Methods: One group of 105 consecutive patients with type 2 diabetes mellitus were recruited and managed in the metabolic research unit (MRU), where health education was emphasised for five years, served as the intensively-treated cohort (ITC). Another group of 115 patients with type 2 diabetes mellitus were also recruited and managed over the same five-year period in the medical outpatient department (MOPD) of the same hospital, where there was patient congestion at the clinic, served as the control cohort (CC). The CC also reported to the MRU during their follow-up for measurement of their blood pressure and urinalysis. Other measurements for the CC were obtained from the MOPD on the same day of their visit to the MRU. Morbidities were recorded on recruitment, at each visit, and at the end of the study in each cohort.
Results: There was a marked reduction of morbidity at the end of the study in the ITC (222 versus 106, p-value is 0.0013), compared to the CC (138 versus 130, p-value is greater than 0.05).
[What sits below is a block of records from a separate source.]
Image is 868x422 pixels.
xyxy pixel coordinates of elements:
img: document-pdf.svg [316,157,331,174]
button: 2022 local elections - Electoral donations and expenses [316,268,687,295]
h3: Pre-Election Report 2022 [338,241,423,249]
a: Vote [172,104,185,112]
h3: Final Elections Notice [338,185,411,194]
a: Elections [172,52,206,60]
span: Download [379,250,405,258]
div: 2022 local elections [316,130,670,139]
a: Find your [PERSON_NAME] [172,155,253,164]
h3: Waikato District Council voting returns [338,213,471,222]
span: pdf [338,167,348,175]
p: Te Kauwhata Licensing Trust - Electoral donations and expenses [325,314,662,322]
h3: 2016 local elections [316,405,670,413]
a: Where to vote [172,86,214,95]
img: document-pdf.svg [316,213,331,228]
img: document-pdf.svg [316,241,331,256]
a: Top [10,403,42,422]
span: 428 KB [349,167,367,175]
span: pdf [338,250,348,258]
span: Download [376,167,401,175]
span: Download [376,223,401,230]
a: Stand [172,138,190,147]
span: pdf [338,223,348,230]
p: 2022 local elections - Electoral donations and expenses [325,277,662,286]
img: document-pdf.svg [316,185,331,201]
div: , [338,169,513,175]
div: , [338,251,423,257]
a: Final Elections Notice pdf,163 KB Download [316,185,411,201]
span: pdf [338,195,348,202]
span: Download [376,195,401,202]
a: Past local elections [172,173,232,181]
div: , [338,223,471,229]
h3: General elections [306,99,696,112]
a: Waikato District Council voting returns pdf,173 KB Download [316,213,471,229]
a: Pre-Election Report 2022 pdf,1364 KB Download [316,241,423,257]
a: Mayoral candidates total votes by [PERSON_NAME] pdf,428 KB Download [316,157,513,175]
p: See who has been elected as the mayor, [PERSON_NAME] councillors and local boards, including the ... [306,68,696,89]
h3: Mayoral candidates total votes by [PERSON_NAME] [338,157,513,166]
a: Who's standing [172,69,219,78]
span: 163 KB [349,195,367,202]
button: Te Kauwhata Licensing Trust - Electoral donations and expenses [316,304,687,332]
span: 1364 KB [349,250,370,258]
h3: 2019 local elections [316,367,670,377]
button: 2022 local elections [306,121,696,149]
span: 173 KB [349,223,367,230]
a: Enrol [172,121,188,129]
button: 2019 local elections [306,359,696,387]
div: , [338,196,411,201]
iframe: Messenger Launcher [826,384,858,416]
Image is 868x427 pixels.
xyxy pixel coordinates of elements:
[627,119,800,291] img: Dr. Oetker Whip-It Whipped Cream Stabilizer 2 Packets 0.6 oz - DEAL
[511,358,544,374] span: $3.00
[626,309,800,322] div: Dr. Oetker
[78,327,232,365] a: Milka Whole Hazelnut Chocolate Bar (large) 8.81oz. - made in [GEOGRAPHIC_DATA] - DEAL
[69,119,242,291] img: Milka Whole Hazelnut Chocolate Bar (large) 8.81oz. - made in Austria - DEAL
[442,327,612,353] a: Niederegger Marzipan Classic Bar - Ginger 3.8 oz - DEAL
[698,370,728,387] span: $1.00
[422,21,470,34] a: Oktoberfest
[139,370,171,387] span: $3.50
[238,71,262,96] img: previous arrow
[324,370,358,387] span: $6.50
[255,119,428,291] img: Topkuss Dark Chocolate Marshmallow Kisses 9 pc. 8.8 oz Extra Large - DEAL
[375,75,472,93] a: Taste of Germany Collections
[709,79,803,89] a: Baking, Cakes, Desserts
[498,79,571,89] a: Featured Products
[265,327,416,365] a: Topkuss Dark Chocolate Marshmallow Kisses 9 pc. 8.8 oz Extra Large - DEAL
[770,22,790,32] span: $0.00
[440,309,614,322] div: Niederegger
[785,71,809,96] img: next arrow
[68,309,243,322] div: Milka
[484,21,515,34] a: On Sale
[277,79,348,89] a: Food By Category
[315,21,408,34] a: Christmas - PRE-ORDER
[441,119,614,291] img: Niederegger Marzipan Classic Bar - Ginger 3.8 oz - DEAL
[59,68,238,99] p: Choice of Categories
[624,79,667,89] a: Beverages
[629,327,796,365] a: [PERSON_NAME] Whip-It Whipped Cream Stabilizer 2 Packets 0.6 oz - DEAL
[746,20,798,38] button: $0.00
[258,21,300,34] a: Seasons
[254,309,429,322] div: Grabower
There was also a significant reduction in the number of patients with individual morbidities in the ITC, while significant reduction was only noticed in hypertension, eye problems, neuropathies, infections/boils, and ulcer/blisters in the CC. In 85 percent of the ITC, plasma glucose clustered around the target of the study as compared to only 58 percent of the CC.
Conclusion: Diabetes mellitus management objectives can be achieved by increasing both patient-physician contact time and health education in addition to other conventional forms of treatment, especially in a resource-poor environment.